Live demonstrations of AI agents speed-running blue team challenges, including the failure modes that break investigations. We'll show both what happens when we try the trivial approaches like “just have claude do it”, “AI workflows”, and what ultimately worked, like managed self-planning, semantic SIEM layers, and log agents. Most can be done with free and open tools and techniques on the cheap, so we will walk through that as well.

THE DEEP DIVE

  • Why normal prompts and static AI workflows fail
  • Self-planning investigation agents that evolve task lists dynamically
  • What we mean by semantic layers for calling databases and APIs
  • How to handle millions of log events without bankrupting yourself
  • Why "no AI" rules are misguided technically and conceptually

GOING BEYOND CTFS

The same patterns that trivialize training exercises work on real SOC investigations. We're watching blue team work fundamentally transform - from humans investigating to humans managing AI investigators. Training programs teaching skills AI already automates. Hiring practices that can't verify who's doing the work. Certifications losing meaning. More fundamentally, when we talk about who watches the watchers, a lot is about to shift again.

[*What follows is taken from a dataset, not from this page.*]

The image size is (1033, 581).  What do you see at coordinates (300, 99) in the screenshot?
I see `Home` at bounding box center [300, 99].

Leo is the founder and CEO of Graphistry and has spent the last decade advancing GPU, graph, and AI technologies for cyber investigations. He holds a PhD in Computer Science from UC Berkeley and pioneered GPU-accelerated visual analytics, helping launch Apache Arrow, NVIDIA RAPIDS, and the GFQL graph dataframe language. He led the first agentic AI speed-runs of Splunk Boss of the SOC (BOTS), where AI auto-solved the majority of challenges faster than human teams. Earlier research includes the first parallel browser at Berkeley, the first functional reactive web framework (Flapjax) at Brown, and Project Domino for citizen data science to track COVID misinformation. He has received multiple best paper awards including the SIGPLAN 10-Year Test of Time award. He regularly works with enterprises, financial institutions, law firms, and technology companies on data-intensive investigations across cybersecurity, fraud, and intelligence.

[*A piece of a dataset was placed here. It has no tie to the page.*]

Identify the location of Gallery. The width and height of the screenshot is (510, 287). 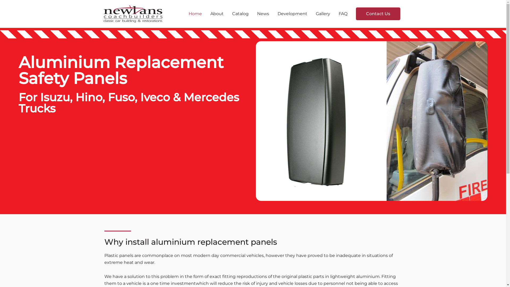
(323, 14).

Police officer turned computer forensic investigator, turned analyst/developer. Sindre started his career as a street cop that quickly switched to computer forensics/mobile forensics with key focus on online child abuse.
From 2018 he worked at the Norwegian "National Criminal Investigation Service", more commonly known as Kripos.
At Kripos he worked with analyzing data that the commercial forensic toolkits did not parse/present, most actively in the investigations of the ransomware attack against Norsk Hydro in 2019. Currently working as a Solutions architect at Graphistry.